Iran-Iraq Earthquake Kills More Than 450:
Death toll in magnitude 7.3 quake climbs as rescuers continue search for survivors in badly-hit Iranian town of Sarpol-e-Zahab .
TEHRAN — Iranians dug through rubble in a frantic search for survivors on Monday, after a powerful earthquake struck near the Iraqi border, killing more than 450 people and injuring thousands of others in the world’s deadliest earthquake so far this year.The quake, recorded at 9:18 p.m. on Sunday, was felt as far away as Turkey and Pakistan. The epicenter was near Ezgeleh, Iran, about 135 miles northeast of Baghdad, and had a preliminary magnitude of 7.3, according to the United States Geological Survey. Seismologists in the country said it was the biggest quake to hit the western part of Iran.
Photographs from the region — a patchwork of farms and home to many Kurds, a large ethnic minority in Iran — posted on the internet showed collapsed buildings, cars destroyed by rubble and people sleeping in the streets in fear of aftershocks.
At least 445 people were killed and 7,370 people were injured in Iran, according to the semi-official Tasnim news agency, which gave an estimate significantly higher than the death toll of 407 that officials had announced earlier.
At least eight people were killed on the Iraqi side of the border, according to Dr. Saif al-Badir, a spokesman for the Health Ministry, and at least 535 were hurt.
In Tehran, hundreds of people waited in line to donate blood in response to a call from the government. Ayatollah Ali Khamenei, Iran’s supreme leader, delivered a message of condolence on Monday, urging rescue workers to keep searching for survivors.
“The officials should hasten in these first hours with all their might and determination to help the injured, especially those trapped under the rubble,” his office reported.
By the evening, however, Iranian officials said that the rescue mission was nearly over, according to the state news media.
Particularly hard hit was Pol-e Zahab, a city in the western Iranian province of Kermanshah, according to the semiofficial Iranian Students News Agency. The authorities said that at least 236 people had died in the city, which has a population of 30,000, and the main hospital was believed to be at least partly running.
The Iranian government newspaper posted a video on its website in which a resident of Pol-e Zahab complained that no aid had come.“There has been no help yet, neither food nor water, no clothing, no tents, there is nothing,” said the resident, a man who appeared to be in his 30s, while standing in a street with collapsed buildings. “There are no facilities yet. We’ve slept outside since last night. This is the condition of our homes. Our electricity, water, gas, phone lines are out, everything is completely out, the whole city has been destroyed, it is wrecked.”
Officials from the Health Ministry traveled to the area, as did the commander in chief of the Islamic Revolutionary Guards Corps, Brig. Gen. Mohammed Ali Jafari, but foreign reporters were not allowed to visit the scene, in a change from previous disasters.
The Iranian Red Crescent used rescue dogs to search for survivors, as it has since an earthquake in the southern city of Bam in 2003 that killed more than 20,000 people. The country’s religious leaders regard dogs as unclean, but the use of guard and rescue dogs is accepted.
Ayatollah Khamenei offered his condolences as President Hassan Rouhani's office said Iran's elected leader would tour the damaged areas on Tuesday.Authorities also set up relief camps and hundreds lined up to donate blood in Tehran, though some on state television complained about the slowness of aid coming.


§ Problem to solve:
Each entry that follows should be given again word for word; please leave out its pictures.

Start of Block

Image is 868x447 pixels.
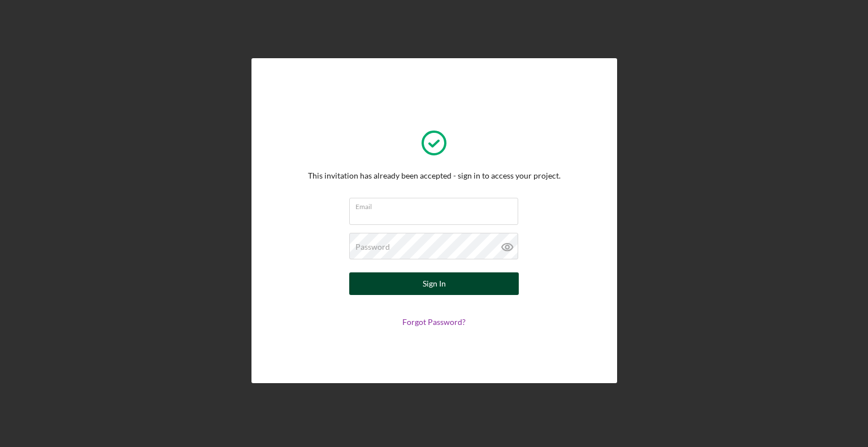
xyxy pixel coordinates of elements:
label: Email [356,198,518,211]
div: This invitation has already been accepted - sign in to access your project. [308,172,560,181]
button: Sign In [349,272,519,295]
label: Password [356,242,390,251]
a: Forgot Password? [403,317,466,327]
div: Sign In [423,272,446,295]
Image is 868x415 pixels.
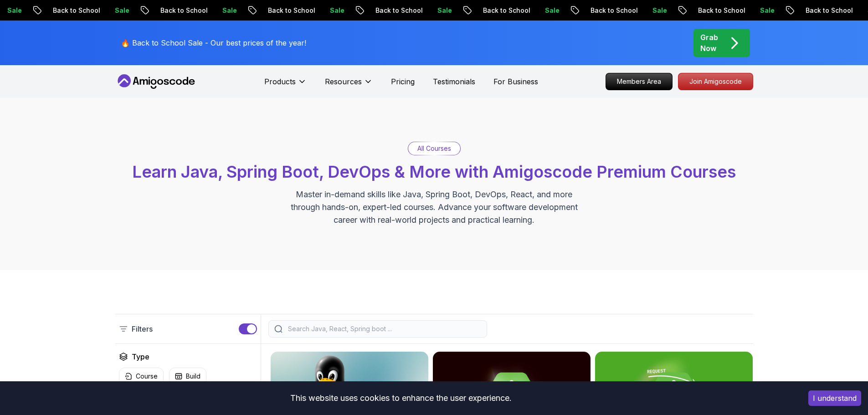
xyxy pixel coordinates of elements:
[639,6,668,15] p: Sale
[131,323,153,334] p: Filters
[147,6,209,15] p: Back to School
[132,162,736,182] span: Learn Java, Spring Boot, DevOps & More with Amigoscode Premium Courses
[433,76,475,87] a: Testimonials
[325,76,373,94] button: Resources
[678,73,752,90] p: Join Amigoscode
[39,6,101,15] p: Back to School
[391,76,414,87] a: Pricing
[254,6,316,15] p: Back to School
[264,76,295,87] p: Products
[700,32,718,54] p: Grab Now
[577,6,639,15] p: Back to School
[7,388,795,408] div: This website uses cookies to enhance the user experience.
[746,6,775,15] p: Sale
[209,6,238,15] p: Sale
[493,76,538,87] a: For Business
[606,73,672,90] p: Members Area
[325,76,361,87] p: Resources
[684,6,746,15] p: Back to School
[131,351,150,362] h2: Type
[678,73,753,90] a: Join Amigoscode
[286,324,481,334] input: Search Java, React, Spring boot ...
[808,391,861,406] button: Accept cookies
[101,6,130,15] p: Sale
[361,6,423,15] p: Back to School
[531,6,560,15] p: Sale
[119,368,163,385] button: Course
[606,73,672,90] a: Members Area
[469,6,531,15] p: Back to School
[423,6,453,15] p: Sale
[264,76,307,94] button: Products
[316,6,345,15] p: Sale
[169,368,207,385] button: Build
[792,6,854,15] p: Back to School
[136,372,158,381] p: Course
[186,372,200,381] p: Build
[121,38,306,48] p: 🔥 Back to School Sale - Our best prices of the year!
[281,188,587,227] p: Master in-demand skills like Java, Spring Boot, DevOps, React, and more through hands-on, expert-...
[417,144,451,153] p: All Courses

End of Block

§ Written solution:
Image is 868x447 pixels.
xyxy pixel coordinates of elements:
label: Email [356,198,518,211]
div: This invitation has already been accepted - sign in to access your project. [308,172,560,181]
button: Sign In [349,272,519,295]
label: Password [356,242,390,251]
a: Forgot Password? [403,317,466,327]
div: Sign In [423,272,446,295]
Image is 868x415 pixels.
xyxy pixel coordinates of elements:
[639,6,668,15] p: Sale
[131,323,153,334] p: Filters
[147,6,209,15] p: Back to School
[132,162,736,182] span: Learn Java, Spring Boot, DevOps & More with Amigoscode Premium Courses
[433,76,475,87] a: Testimonials
[325,76,373,94] button: Resources
[678,73,752,90] p: Join Amigoscode
[39,6,101,15] p: Back to School
[391,76,414,87] a: Pricing
[254,6,316,15] p: Back to School
[264,76,295,87] p: Products
[700,32,718,54] p: Grab Now
[577,6,639,15] p: Back to School
[7,388,795,408] div: This website uses cookies to enhance the user experience.
[746,6,775,15] p: Sale
[209,6,238,15] p: Sale
[493,76,538,87] a: For Business
[606,73,672,90] p: Members Area
[325,76,361,87] p: Resources
[684,6,746,15] p: Back to School
[131,351,150,362] h2: Type
[678,73,753,90] a: Join Amigoscode
[286,324,481,334] input: Search Java, React, Spring boot ...
[808,391,861,406] button: Accept cookies
[101,6,130,15] p: Sale
[361,6,423,15] p: Back to School
[531,6,560,15] p: Sale
[119,368,163,385] button: Course
[606,73,672,90] a: Members Area
[469,6,531,15] p: Back to School
[423,6,453,15] p: Sale
[264,76,307,94] button: Products
[316,6,345,15] p: Sale
[169,368,207,385] button: Build
[792,6,854,15] p: Back to School
[136,372,158,381] p: Course
[186,372,200,381] p: Build
[121,38,306,48] p: 🔥 Back to School Sale - Our best prices of the year!
[281,188,587,227] p: Master in-demand skills like Java, Spring Boot, DevOps, React, and more through hands-on, expert-...
[417,144,451,153] p: All Courses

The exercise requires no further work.